A particular strength of the organization is the spectacular nature photography of AFA campaigner and co-founder TJ Watt, whose photos of Vancouver Island’s old-growth trees and giant stumps are increasingly being featured in national and international media publications. See some of Watt’s magnificent photos at the AFA’s online photogallery at:
https://ancientforestalliance.org/photos-media/
“By photographing BC’s largest trees and stumps, often in the hinterland along rough logging roads that few people traverse, we’ve been able to bring the ancient forests – and their clearcut devastation – to the homes of millions of people. We’ve sort of become the eyes and ears of the forest to alert people of what’s going on in one of the world’s most spectacular and endangered ecosystems,” states TJ Watt. “Many Canadians still don’t know that we have trees that can grow nearly twice the height of Niagara Falls with trunks as wide as a living room – and fewer realize they are still being cut down.”
The organization is perhaps best known for popularizing the “Avatar Grove”, an endangered stand of easily accessible, monumental old-growth redcedars and Douglas firs in close proximity to Port Renfrew.
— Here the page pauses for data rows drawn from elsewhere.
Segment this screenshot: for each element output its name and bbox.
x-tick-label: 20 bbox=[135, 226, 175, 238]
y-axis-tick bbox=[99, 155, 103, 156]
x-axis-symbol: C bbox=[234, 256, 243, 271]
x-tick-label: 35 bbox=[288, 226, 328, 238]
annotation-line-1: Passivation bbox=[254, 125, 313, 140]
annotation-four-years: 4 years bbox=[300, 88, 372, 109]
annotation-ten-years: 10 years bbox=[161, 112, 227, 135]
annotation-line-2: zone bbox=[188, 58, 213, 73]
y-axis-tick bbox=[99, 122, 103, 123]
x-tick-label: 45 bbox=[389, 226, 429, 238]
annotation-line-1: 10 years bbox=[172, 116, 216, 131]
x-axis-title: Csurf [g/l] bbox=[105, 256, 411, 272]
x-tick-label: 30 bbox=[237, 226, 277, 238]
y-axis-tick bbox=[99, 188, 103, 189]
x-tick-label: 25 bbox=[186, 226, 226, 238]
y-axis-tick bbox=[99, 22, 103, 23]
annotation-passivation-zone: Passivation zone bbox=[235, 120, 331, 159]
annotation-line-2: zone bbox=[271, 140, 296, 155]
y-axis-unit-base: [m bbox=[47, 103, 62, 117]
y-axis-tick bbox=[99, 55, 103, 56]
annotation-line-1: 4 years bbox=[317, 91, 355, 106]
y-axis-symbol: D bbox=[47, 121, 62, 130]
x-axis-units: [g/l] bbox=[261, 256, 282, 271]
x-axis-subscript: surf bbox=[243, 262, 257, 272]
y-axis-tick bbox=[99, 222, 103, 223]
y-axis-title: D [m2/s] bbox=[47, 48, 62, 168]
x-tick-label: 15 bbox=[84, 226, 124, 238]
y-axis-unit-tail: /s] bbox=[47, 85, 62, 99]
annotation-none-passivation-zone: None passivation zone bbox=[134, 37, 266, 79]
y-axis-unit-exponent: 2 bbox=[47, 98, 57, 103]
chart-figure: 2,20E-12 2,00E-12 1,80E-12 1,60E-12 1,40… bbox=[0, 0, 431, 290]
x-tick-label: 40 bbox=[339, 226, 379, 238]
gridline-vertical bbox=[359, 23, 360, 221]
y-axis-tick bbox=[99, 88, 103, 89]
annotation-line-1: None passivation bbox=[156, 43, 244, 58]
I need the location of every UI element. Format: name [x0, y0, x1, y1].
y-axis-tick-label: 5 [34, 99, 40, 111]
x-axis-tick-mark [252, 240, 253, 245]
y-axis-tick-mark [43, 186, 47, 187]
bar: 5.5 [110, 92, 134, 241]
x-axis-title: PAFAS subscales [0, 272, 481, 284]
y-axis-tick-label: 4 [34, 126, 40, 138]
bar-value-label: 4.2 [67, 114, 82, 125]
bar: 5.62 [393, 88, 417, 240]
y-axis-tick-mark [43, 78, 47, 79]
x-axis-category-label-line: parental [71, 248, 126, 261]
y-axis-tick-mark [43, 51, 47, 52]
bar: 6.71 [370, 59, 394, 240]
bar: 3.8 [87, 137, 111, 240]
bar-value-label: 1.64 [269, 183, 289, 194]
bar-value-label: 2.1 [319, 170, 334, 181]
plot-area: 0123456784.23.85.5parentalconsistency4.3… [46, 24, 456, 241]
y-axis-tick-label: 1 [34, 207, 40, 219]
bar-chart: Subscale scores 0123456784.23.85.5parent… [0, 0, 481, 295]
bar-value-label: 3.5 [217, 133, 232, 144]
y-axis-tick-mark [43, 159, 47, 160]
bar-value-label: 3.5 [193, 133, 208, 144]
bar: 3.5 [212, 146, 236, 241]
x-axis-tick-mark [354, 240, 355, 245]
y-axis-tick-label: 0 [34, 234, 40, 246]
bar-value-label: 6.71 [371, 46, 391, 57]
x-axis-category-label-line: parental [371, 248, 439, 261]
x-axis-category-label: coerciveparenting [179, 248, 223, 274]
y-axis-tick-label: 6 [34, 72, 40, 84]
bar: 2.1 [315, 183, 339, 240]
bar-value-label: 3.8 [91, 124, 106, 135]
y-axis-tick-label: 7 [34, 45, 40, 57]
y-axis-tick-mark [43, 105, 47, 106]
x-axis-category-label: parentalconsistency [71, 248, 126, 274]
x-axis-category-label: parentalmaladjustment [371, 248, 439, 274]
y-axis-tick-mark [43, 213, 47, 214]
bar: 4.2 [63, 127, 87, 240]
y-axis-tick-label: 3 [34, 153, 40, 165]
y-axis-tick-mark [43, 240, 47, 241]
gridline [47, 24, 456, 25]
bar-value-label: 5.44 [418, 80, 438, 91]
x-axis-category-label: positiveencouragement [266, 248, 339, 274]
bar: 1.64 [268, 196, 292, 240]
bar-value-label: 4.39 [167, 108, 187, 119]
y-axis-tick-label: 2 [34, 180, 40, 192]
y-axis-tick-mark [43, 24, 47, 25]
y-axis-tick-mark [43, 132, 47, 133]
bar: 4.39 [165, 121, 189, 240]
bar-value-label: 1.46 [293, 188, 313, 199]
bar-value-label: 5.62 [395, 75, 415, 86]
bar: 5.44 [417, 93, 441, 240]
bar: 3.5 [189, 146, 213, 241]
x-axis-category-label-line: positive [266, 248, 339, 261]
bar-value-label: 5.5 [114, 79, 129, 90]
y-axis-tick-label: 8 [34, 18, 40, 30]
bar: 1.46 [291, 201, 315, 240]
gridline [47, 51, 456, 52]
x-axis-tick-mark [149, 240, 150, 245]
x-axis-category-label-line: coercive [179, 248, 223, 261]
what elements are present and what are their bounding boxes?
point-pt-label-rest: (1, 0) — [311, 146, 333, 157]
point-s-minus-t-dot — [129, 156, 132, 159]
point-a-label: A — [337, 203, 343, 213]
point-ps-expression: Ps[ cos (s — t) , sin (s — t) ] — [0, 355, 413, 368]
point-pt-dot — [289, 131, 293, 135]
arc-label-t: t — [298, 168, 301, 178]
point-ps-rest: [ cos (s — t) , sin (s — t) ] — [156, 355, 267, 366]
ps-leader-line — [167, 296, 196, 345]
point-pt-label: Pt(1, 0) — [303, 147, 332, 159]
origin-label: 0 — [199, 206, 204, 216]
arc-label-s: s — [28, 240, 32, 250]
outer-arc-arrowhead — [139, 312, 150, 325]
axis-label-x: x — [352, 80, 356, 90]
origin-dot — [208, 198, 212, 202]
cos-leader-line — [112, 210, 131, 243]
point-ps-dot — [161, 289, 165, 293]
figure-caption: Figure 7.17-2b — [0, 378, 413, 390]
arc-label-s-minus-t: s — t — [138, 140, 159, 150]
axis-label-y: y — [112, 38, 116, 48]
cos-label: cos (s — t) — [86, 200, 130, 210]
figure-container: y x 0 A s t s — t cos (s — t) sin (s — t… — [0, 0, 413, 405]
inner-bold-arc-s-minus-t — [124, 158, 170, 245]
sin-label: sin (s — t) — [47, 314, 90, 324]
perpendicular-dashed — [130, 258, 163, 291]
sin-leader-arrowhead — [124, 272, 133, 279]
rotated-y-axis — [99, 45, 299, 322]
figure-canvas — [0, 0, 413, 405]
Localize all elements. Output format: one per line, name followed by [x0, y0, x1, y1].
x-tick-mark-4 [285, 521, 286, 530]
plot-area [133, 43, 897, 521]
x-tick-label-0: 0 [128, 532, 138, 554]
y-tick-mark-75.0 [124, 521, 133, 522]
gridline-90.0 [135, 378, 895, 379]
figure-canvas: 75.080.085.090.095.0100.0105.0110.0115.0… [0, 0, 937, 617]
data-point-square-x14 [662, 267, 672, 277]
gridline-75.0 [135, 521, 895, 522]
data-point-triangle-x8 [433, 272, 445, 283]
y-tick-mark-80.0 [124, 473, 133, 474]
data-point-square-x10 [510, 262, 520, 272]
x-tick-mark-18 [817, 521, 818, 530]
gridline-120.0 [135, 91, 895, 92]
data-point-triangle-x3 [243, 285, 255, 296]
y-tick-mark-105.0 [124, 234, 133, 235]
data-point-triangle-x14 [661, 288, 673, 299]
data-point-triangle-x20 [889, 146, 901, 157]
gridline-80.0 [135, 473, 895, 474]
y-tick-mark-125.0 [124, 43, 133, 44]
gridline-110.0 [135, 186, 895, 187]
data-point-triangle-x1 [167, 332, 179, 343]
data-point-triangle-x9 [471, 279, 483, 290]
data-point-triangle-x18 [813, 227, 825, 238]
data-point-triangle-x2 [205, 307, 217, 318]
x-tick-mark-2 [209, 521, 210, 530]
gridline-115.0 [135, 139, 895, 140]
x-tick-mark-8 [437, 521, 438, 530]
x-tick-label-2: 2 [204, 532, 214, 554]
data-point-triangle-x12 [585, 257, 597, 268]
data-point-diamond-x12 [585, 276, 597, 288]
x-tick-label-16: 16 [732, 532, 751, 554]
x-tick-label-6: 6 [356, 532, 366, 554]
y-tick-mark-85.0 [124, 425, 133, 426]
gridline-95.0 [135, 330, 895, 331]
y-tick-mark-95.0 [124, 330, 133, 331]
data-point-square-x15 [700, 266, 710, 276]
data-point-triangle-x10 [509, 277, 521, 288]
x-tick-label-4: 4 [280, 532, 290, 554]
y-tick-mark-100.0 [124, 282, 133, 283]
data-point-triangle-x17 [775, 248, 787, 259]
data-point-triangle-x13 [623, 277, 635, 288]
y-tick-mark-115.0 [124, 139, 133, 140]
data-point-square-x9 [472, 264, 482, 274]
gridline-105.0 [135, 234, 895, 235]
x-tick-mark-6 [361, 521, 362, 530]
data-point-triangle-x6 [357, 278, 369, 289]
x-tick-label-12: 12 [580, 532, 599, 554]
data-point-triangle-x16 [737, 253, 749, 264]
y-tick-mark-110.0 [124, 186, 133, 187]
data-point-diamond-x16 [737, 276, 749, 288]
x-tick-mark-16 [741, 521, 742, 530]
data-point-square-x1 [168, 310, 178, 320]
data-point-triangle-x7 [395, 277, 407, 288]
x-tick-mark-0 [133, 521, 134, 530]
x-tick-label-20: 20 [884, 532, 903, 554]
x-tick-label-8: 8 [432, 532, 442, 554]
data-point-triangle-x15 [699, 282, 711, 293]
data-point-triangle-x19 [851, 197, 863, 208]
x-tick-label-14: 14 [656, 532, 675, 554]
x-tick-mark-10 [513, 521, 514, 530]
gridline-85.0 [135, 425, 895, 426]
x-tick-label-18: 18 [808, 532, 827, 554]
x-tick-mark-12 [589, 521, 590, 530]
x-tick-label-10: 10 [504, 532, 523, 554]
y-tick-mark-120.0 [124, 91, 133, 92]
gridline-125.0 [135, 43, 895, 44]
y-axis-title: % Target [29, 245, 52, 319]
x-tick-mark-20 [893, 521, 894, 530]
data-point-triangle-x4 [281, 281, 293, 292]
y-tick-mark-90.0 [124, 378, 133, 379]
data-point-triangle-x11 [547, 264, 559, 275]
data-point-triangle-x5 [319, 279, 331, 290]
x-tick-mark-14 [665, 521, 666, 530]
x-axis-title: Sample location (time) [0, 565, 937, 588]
Within the Grove are several trees with spectacular, large burls growing out of their sides, including a burly cedar that has been dubbed “Canada’s Gnarliest Tree”. The campaign to save the Avatar Grove has garnered support from the Port Renfrew Chamber of Commerce, Sooke Regional Tourism Association, and from all levels of the region’s political representatives, including federal Liberal MP Keith Martin, provincial NDP MLA John Horgan, and Regional Director Mike Hicks. See photos at https://ancientforestalliance.org/photos-media/
The Ancient Forest Alliance is calling on the BC government to:
– Undertake a Provincial Old-Growth Strategy that will inventory and protect the remaining old-growth forests in regions where they are scarce (eg’s. Vancouver Island, Southern Mainland Coast, Southern Interior, etc.)
– Ensure the sustainable logging of second-growth forests, which now constitute the majority of forest lands in southern BC.
– End the export of BC raw logs to foreign mills in order to ensure a guaranteed log supply for BC wood processing facilities.
– Assist in the retooling of coastal BC sawmills and the development of value-added facilities to handle second-growth logs.
– Undertake new land-use planning processes to protect endangered forests based on new First Nations land-use plans, ecosystem-based scientific assessments, and climate mitigation strategies through forest protection
75% of the ancient forests have been logged on Vancouver Island (see “Before” and “After” Maps at https://ancientforestalliance.org/ancient-forests/before-after-old-growth-maps/), while less than 10% of our productive forests are in protected in parks and Old-Growth Management Areas, and the situation is similar throughout southern BC. Tens of thousands of hectares of ancient forests fall each year in BC.
Old-growth forests are important for species at risk, the climate, tourism, supplying clean water, and for many First Nations cultures.
“Right now, with the unprecedented situation of both the BC Liberals and NDP being simultaneously leaderless, we have a first rate opportunity to push both parties to commit to new, strong policies to protect BC’s endangered old-growth forests and forestry jobs. We’ll give public credit to any politicians who move their party forward on these issues but we’ll also point out those who are firmly committed to the backwards, destructive status quo,” states Ken Wu.